Low-code platforms such as Salesforce enable organizations to quickly set up, adapt, and automate processes. They benefit from flexibility and short delivery cycles, allowing changes to be implemented much faster than in traditional development environments.
However, that speed also introduces a challenge. When processes are continuously changing and expanding, maintaining control over quality becomes more difficult. What initially appears to be a small adjustment can unexpectedly impact other parts of the system.
In Salesforce projects, the role of testing therefore shifts. It is no longer a final checkpoint, but an essential part of ensuring overview, consistency, and quality.
Where things can go wrong
Many organizations start with Salesforce as a standard solution and then gradually extend it over time. Due to the low-code nature of the platform, changes can be implemented quickly, often without extensive development cycles. This seems efficient, but it also introduces risks.
Changes in flows, data models, or integrations often affect multiple processes at once. Because these modifications are relatively easy to implement, their impact is frequently underestimated. As a result, issues only become visible once processes are already in use, or when multiple systems come together.
In addition, teams in larger implementations often work in parallel on different parts of Salesforce. Without a shared testing approach, fragmentation arises: each team validates its own part, while the behavior of the overall process remains out of sight.
This leads to a lack of insight into:
- Dependencies between processes
- The impact of changes across chains
- The quality of the end-to-end process
The complexity therefore does not lie in a single component, but in the way everything is connected.
How to ensure quality effectively
An effective testing approach within the low-code Salesforce platform therefore focuses not only on functionality, but especially on the entire ecosystem of processes and integrations.

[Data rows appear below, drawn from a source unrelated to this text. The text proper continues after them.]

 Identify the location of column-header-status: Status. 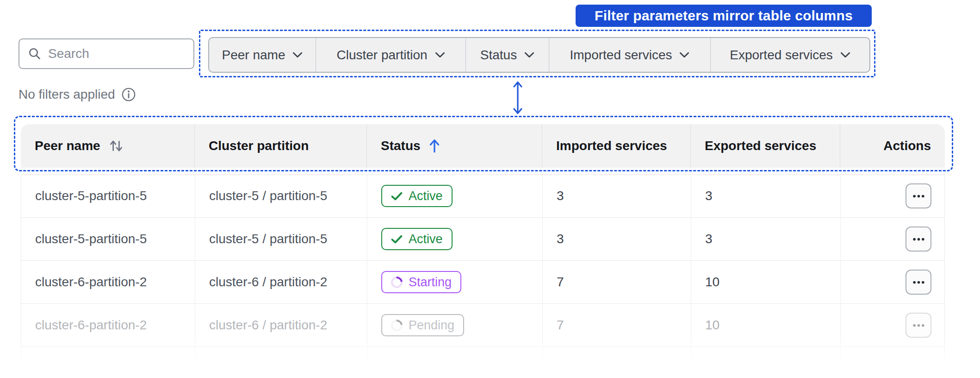
(454, 146).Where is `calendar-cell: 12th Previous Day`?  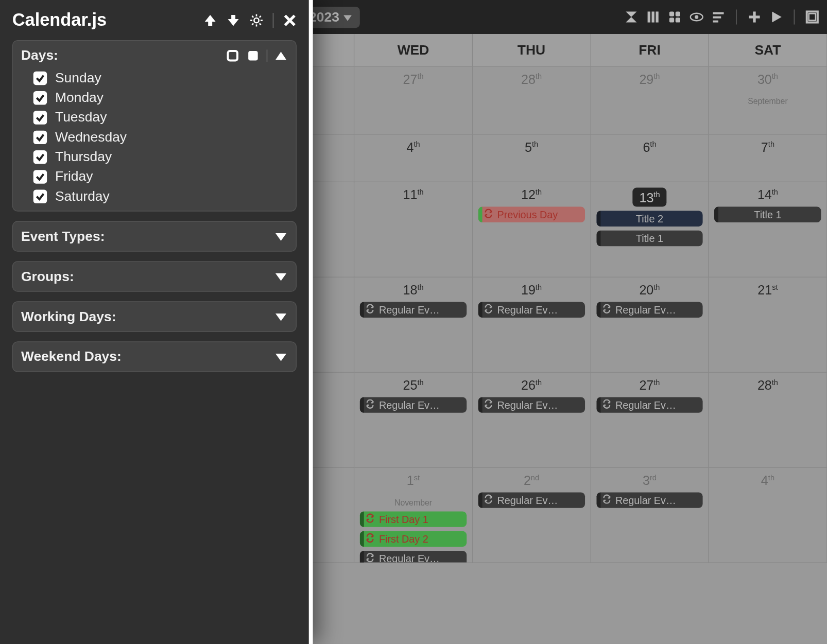 calendar-cell: 12th Previous Day is located at coordinates (531, 230).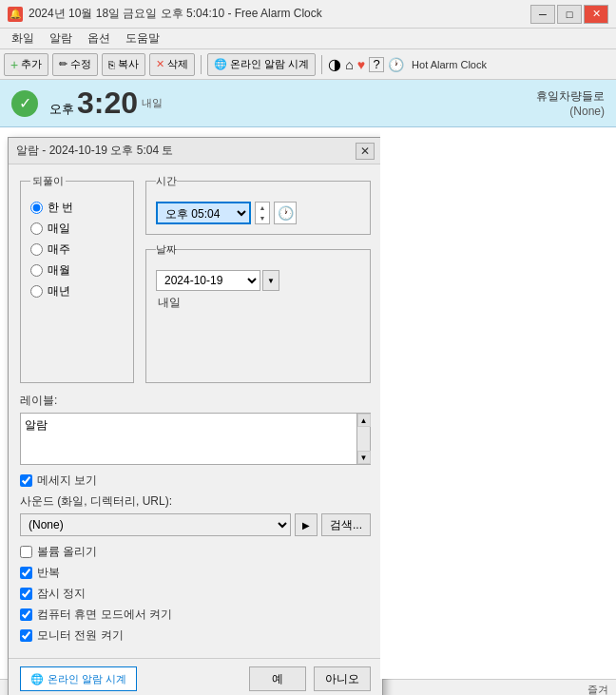 Image resolution: width=616 pixels, height=695 pixels. What do you see at coordinates (166, 181) in the screenshot?
I see `time-legend: 시간` at bounding box center [166, 181].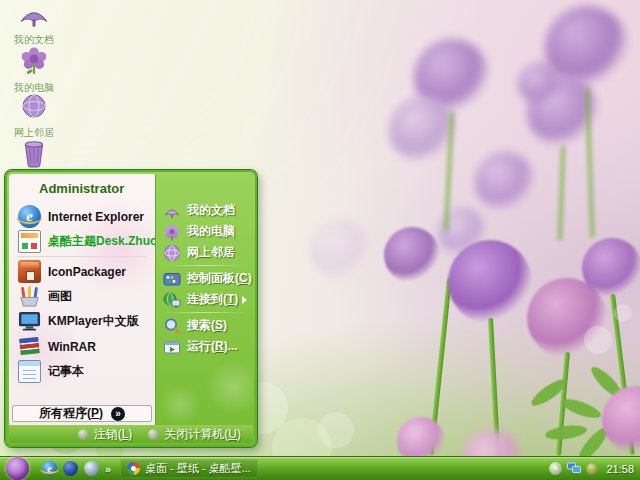 The image size is (640, 480). I want to click on startmenu-item-network-places: 网上邻居, so click(204, 252).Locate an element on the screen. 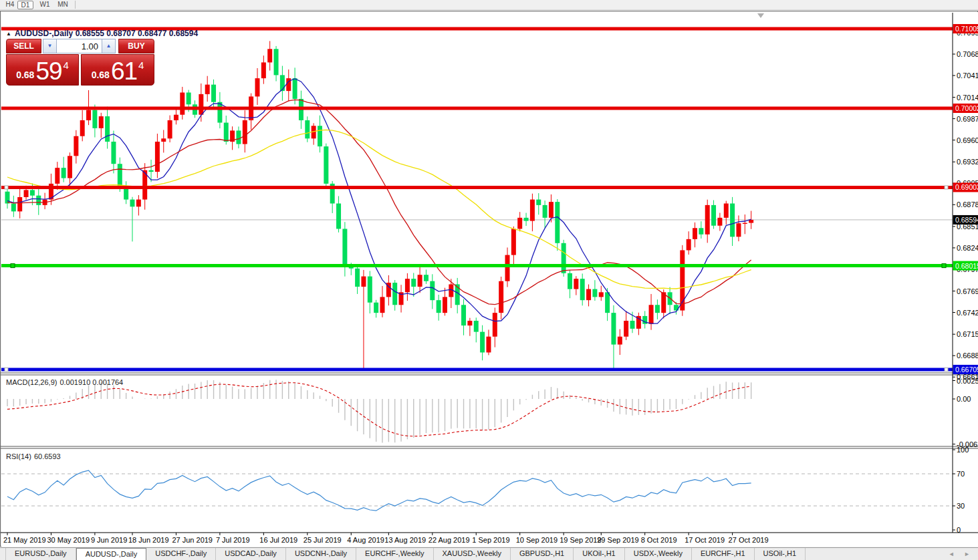  rsi-indicator-label: RSI(14)60.6593 is located at coordinates (35, 456). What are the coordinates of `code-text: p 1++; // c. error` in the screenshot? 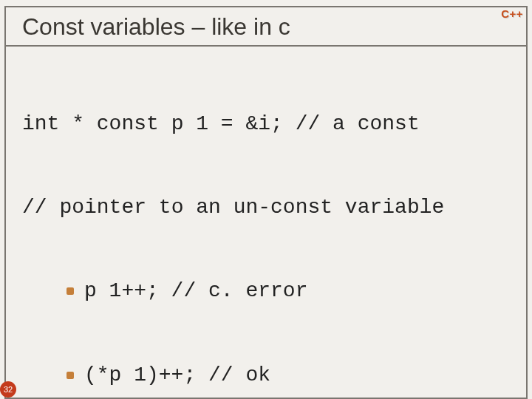 It's located at (196, 291).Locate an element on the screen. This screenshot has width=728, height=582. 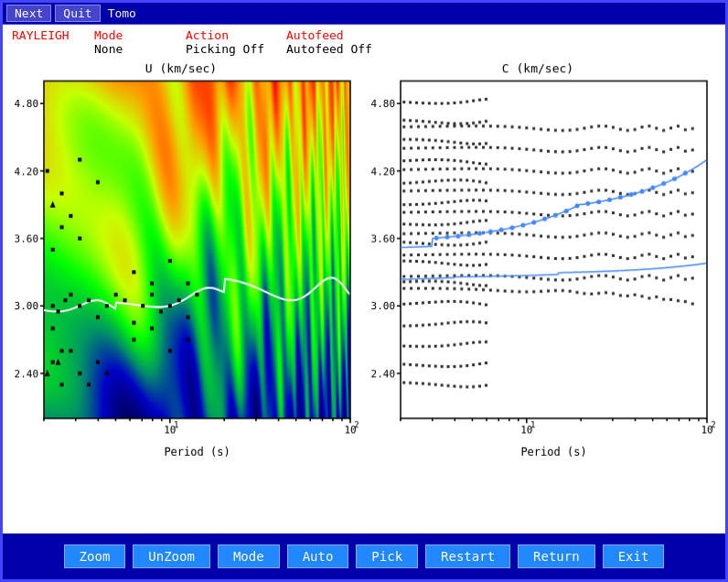
pick-button: Pick is located at coordinates (387, 556).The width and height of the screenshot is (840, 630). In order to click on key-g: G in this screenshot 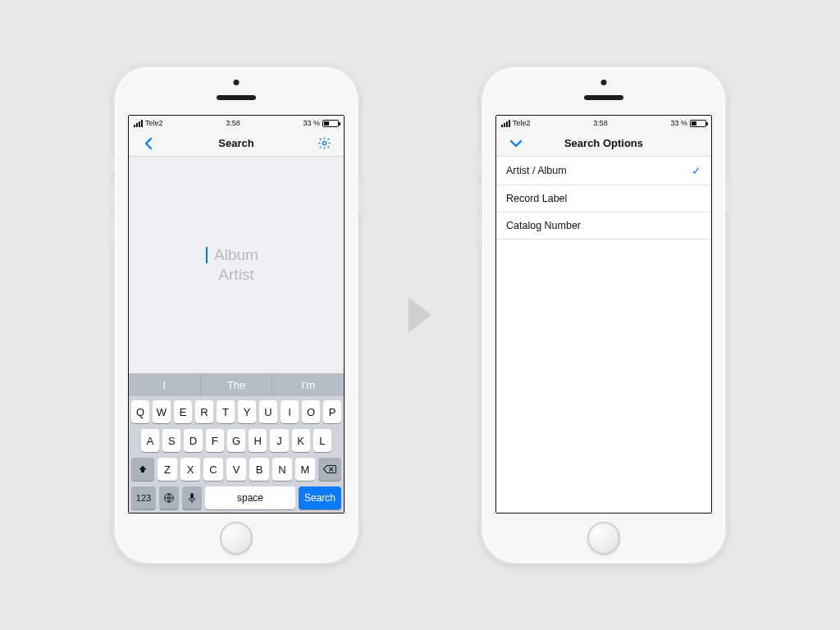, I will do `click(236, 441)`.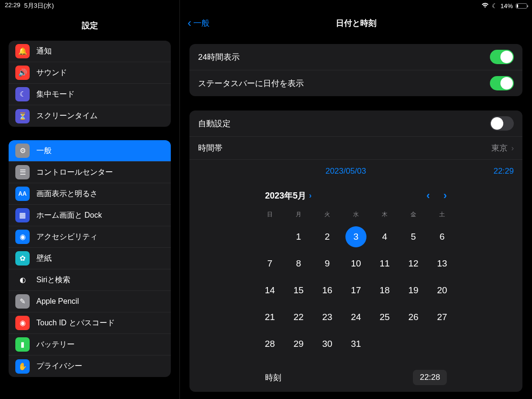 The image size is (532, 399). I want to click on sidebar-item-control-center: ☰コントロールセンター, so click(90, 172).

In practice, this means testing shifts toward a more integrated approach. End-to-end and chain testing form the foundation, as they provide insight into how processes actually work together within the system landscape.
By organizing testing across teams, a shared understanding of the process emerges. This makes it possible to identify dependencies early and better respond to changes that affect multiple components.
In addition, a structured approach helps create transparency. By working with a test plan, for example, it becomes clear:
- which components have been tested
- where risks still exist
- how far the overall process has been validated
This gives not only the team, but also the business, better visibility into progress and quality.
Testing thus becomes a means of guiding the process, rather than a final step at the end.
Low-code does not mean less testing, but different testing.
What this delivers in practice
When testing is implemented in an integrated way, the dynamics of a Salesforce implementation change noticeably.
Processes become more consistent because dependencies are better understood and managed. Issues are detected earlier, reducing their impact on the final delivery. At the same time, control over changes increases, even when they are frequent and fast-paced.
Collaboration between teams also improves. By jointly focusing on the end-to-end process, a shared understanding emerges of how different components interact. This prevents optimizations in one part of the system from causing issues in another.
In complex environments where multiple systems and integrations come together, this approach can make the difference between a problematic delivery and a stable implementation with minimal defects.
Rethinking testing
Low-code does not mean less testing, but different testing. The flexibility of Salesforce enables rapid change, but at the same time requires greater attention to cohesion and impact. Without visibility of the full process, quality remains fragile.
Key lessons from practice include:
- Focus testing on the full end-to-end process
- Organize collaboration across teams
- Make quality and progress transparent for the business
- Use testing as a way to understand and improve processes
Salesforce gives organizations the ability to move quickly. A strong testing approach ensures that this speed does not come at the expense of quality, but instead enhances it.